For example one of the "data thugs" (James Heathers) wrote a tool that could detect impossible numbers in psych papers, like means/std devs that couldn't possibly have been the result of any allowable combination of results. Some very high percentage of papers failed, I think it was 40%.
And of course psychology isn't the worst. Epidemiology is worse than psychology. The methodological problems there are terrifying. Good luck getting public policy to even accept that it's happened, let alone do anything about it.
"Specifically, the mean of the 28 participants in the experimental condition, reported as 5.19, cannot be correct. Since all responses were integers between 1 and 7, the total of the response scores across all participants must also be an integer in the range 28–196. The two integers that give a result closest to the reported mean of 5.19 (which will typically have been subjected to rounding) are 145 and 146. However, 145 divided by 28 is 85714217.5, which conventional rounding returns as 5.18. Likewise, 146 divided by 28 is 42857121.5, which rounds to 5.21. That is, there is no combination of responses to the question that can give a mean of 5.19 when correctly rounded."
(that example is a fictional one but the same issue arises elsewhere)
No. Virtually no scientific papers with errors are ever retracted, in any field. That's how you can end up with fields where more than half of all claims are probably false. We're told science is "self correcting" but that's just one more lie on top of so many others. In reality science doesn't get corrected even when people go above and beyond to try and correct it, as in this story.
And people wonder why faith is lost in science. I wonder if we're at the point yet where anecdotal experience is more likely on average to be correct than a study.
Ironically, one of the areas of psychology the field has struggled the most to accept is also one with the most robust results and largest effect sizes. That area is ... stereotype accuracy.
It's exactly what it sounds like and it shows that, surprise, anecdotal stereotypes people have about other people are actually pretty accurate when tested. This is not a politically correct conclusion so the hard-left academic world struggled for a long time to accept this (and arguably still does).
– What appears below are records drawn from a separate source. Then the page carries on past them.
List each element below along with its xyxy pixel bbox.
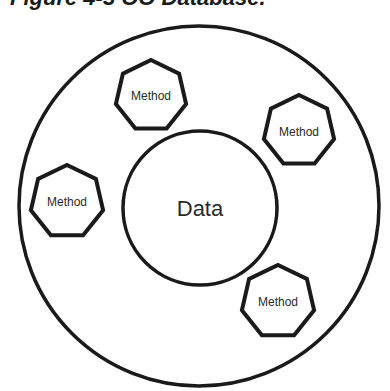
method-label: Method [279,125,319,139]
data-label: Data [177,196,224,221]
oo-database-diagram: Data Method Method Method Method [0,0,390,391]
method-label: Method [47,195,87,209]
method-label: Method [258,295,298,309]
method-node: Method [264,95,334,163]
method-node: Method [242,265,314,335]
method-label: Method [131,89,171,103]
method-node: Method [31,165,103,235]
method-node: Method [116,60,186,128]
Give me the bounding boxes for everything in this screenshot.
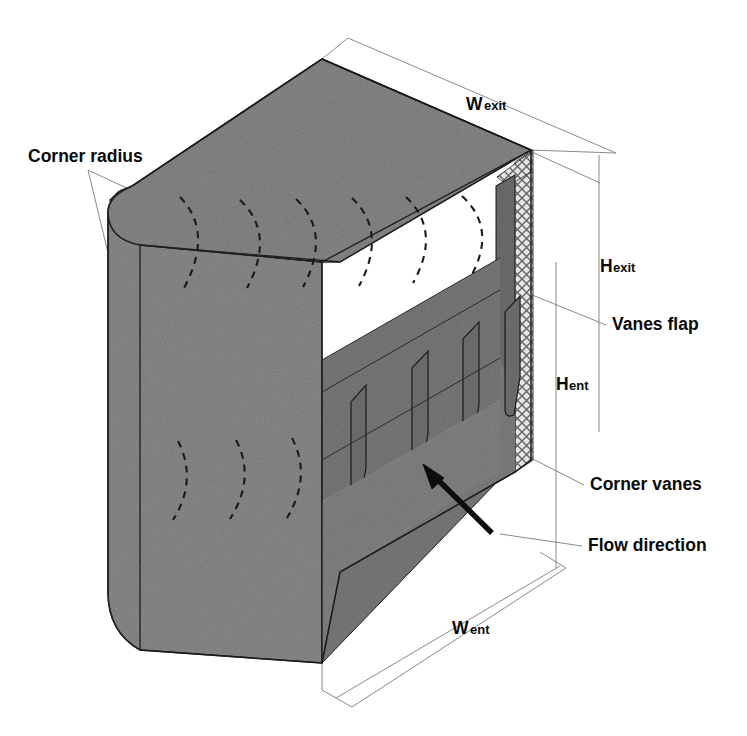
h-exit-base: H [600, 256, 613, 276]
h-ent-label: H ent [556, 374, 589, 394]
diagram-root: Corner radius W exit H exit Vanes flap H… [0, 0, 747, 736]
w-exit-base: W [466, 94, 483, 114]
flow-direction-label: Flow direction [588, 535, 707, 555]
corner-vanes-label: Corner vanes [590, 474, 702, 494]
leader-flow-direction [500, 534, 582, 546]
vanes-flap-label: Vanes flap [612, 314, 699, 334]
w-exit-subscript: exit [484, 98, 507, 113]
h-ent-base: H [556, 374, 569, 394]
duct-elbow-isometric-figure: Corner radius W exit H exit Vanes flap H… [0, 0, 747, 736]
top-arc-6 [462, 196, 482, 278]
corner-radius-label: Corner radius [28, 146, 143, 166]
leader-corner-radius-lower [88, 170, 108, 253]
h-exit-label: H exit [600, 256, 636, 276]
duct-body [108, 59, 533, 663]
h-ent-subscript: ent [569, 378, 589, 393]
w-ent-subscript: ent [470, 622, 490, 637]
w-ent-base: W [452, 618, 469, 638]
h-exit-subscript: exit [613, 260, 636, 275]
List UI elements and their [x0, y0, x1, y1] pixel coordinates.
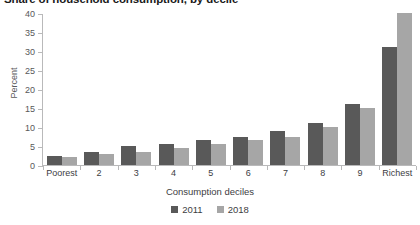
- y-tick-label: 40: [25, 9, 35, 19]
- y-tick-label: 30: [25, 47, 35, 57]
- chart-title: Share of household consumption, by decil…: [4, 0, 238, 5]
- bar: [211, 144, 226, 165]
- y-tick-label: 10: [25, 123, 35, 133]
- chart-container: Share of household consumption, by decil…: [0, 0, 420, 225]
- bar-group: [267, 13, 304, 165]
- bar: [397, 13, 412, 165]
- y-tick-label: 15: [25, 104, 35, 114]
- bar: [308, 123, 323, 165]
- y-tick-mark: [38, 33, 42, 34]
- y-tick-mark: [38, 71, 42, 72]
- x-tick-label: 3: [118, 168, 155, 178]
- bar: [270, 131, 285, 165]
- bar-group: [379, 13, 416, 165]
- y-tick-mark: [38, 14, 42, 15]
- legend-item[interactable]: 2011: [171, 204, 202, 215]
- y-tick-mark: [38, 109, 42, 110]
- legend-swatch-icon: [171, 206, 178, 213]
- legend-item[interactable]: 2018: [217, 204, 249, 215]
- bar-group: [80, 13, 117, 165]
- bar: [248, 140, 263, 165]
- y-tick-mark: [38, 52, 42, 53]
- bar-group: [229, 13, 266, 165]
- bar-group: [118, 13, 155, 165]
- x-tick-label: 9: [341, 168, 378, 178]
- legend-label: 2011: [182, 204, 202, 215]
- bar-groups: [43, 13, 416, 165]
- bar: [121, 146, 136, 165]
- x-tick-label: Poorest: [43, 168, 80, 178]
- bar: [136, 152, 151, 165]
- y-tick-label: 35: [25, 28, 35, 38]
- x-tick-label: 7: [267, 168, 304, 178]
- bar: [360, 108, 375, 165]
- x-tick-mark: [416, 166, 417, 170]
- bar: [196, 140, 211, 165]
- bar-group: [43, 13, 80, 165]
- bar-group: [304, 13, 341, 165]
- x-tick-label: 8: [304, 168, 341, 178]
- y-tick-mark: [38, 166, 42, 167]
- chart-legend: 20112018: [0, 204, 420, 215]
- bar-group: [155, 13, 192, 165]
- bar: [62, 157, 77, 165]
- legend-swatch-icon: [217, 206, 224, 213]
- bar: [84, 152, 99, 165]
- y-tick-label: 20: [25, 85, 35, 95]
- bar: [174, 148, 189, 165]
- x-tick-label: 2: [80, 168, 117, 178]
- bar: [159, 144, 174, 165]
- y-tick-mark: [38, 90, 42, 91]
- x-axis-tick-labels: Poorest23456789Richest: [43, 168, 416, 178]
- bar: [382, 47, 397, 165]
- y-tick-mark: [38, 128, 42, 129]
- y-tick-label: 5: [30, 142, 35, 152]
- bar: [47, 156, 62, 166]
- bar-group: [341, 13, 378, 165]
- y-axis-label: Percent: [9, 53, 19, 113]
- y-tick-label: 25: [25, 66, 35, 76]
- bar: [233, 137, 248, 166]
- x-axis-label: Consumption deciles: [0, 186, 420, 197]
- bar: [323, 127, 338, 165]
- x-tick-label: 6: [229, 168, 266, 178]
- bar: [99, 154, 114, 165]
- x-tick-label: 5: [192, 168, 229, 178]
- x-tick-label: Richest: [379, 168, 416, 178]
- legend-label: 2018: [228, 204, 249, 215]
- y-tick-mark: [38, 147, 42, 148]
- bar: [285, 137, 300, 166]
- x-tick-label: 4: [155, 168, 192, 178]
- bar: [345, 104, 360, 165]
- bar-group: [192, 13, 229, 165]
- plot-area: 0510152025303540: [42, 14, 416, 166]
- y-tick-label: 0: [30, 161, 35, 171]
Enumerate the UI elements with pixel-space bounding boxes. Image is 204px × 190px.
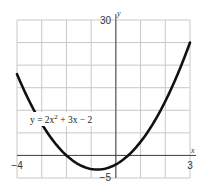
y-max-tick-label: 30	[100, 15, 112, 26]
x-min-tick-label: −4	[11, 160, 23, 171]
y-axis-label: y	[116, 9, 121, 18]
x-axis-label: x	[190, 146, 195, 155]
equation-label: y = 2x2 + 3x − 2	[30, 113, 93, 125]
parabola-curve	[17, 43, 190, 170]
quadratic-chart: 30 −5 −4 3 y x y = 2x2 + 3x − 2	[0, 0, 204, 190]
y-min-tick-label: −5	[100, 172, 112, 183]
x-max-tick-label: 3	[187, 160, 193, 171]
grid	[17, 20, 190, 178]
"This chapter discusses stereotype accuracy as one of the largest and most replicable effects in all of social psychology. This chapter is divided into three major sections. The first, History of Obstacles to Social Psychology Accepting Its Own Data on Stereotype Accuracy, reviews some of the obstacles social psychology has faced with respect to accepting that stereotype (in)accuracy is an empirical question, and that the empirical data do not justify assumptions, definitions, or declarations that stereotypes are inaccurate. The second, The Empirical Assessment of Stereotype (In)Accuracy, summarizes what is now an impressive body of literature assessing the (in)accuracy of racial, gender, age, national, ethnic, political, and other stereotypes. The third, Stereotype (In)Accuracy: Knowns, Unknowns, and Emerging Controversies, summarizes broad and emerging patterns in that body of literature, highlighting unresolved controversies, and identifying important directions for future research. (PsycInfo Database Record (c) 2020 APA, all rights reserved)"
For example one of the "data thugs" (James Heathers) wrote a tool that could detect impossible numbers in psych papers, like means/std devs that couldn't possibly have been the result of any allowable combination of results. Some very high percentage of papers failed, I think it was 40%.
And of course psychology isn't the worst. Epidemiology is worse than psychology. The methodological problems there are terrifying. Good luck getting public policy to even accept that it's happened, let alone do anything about it.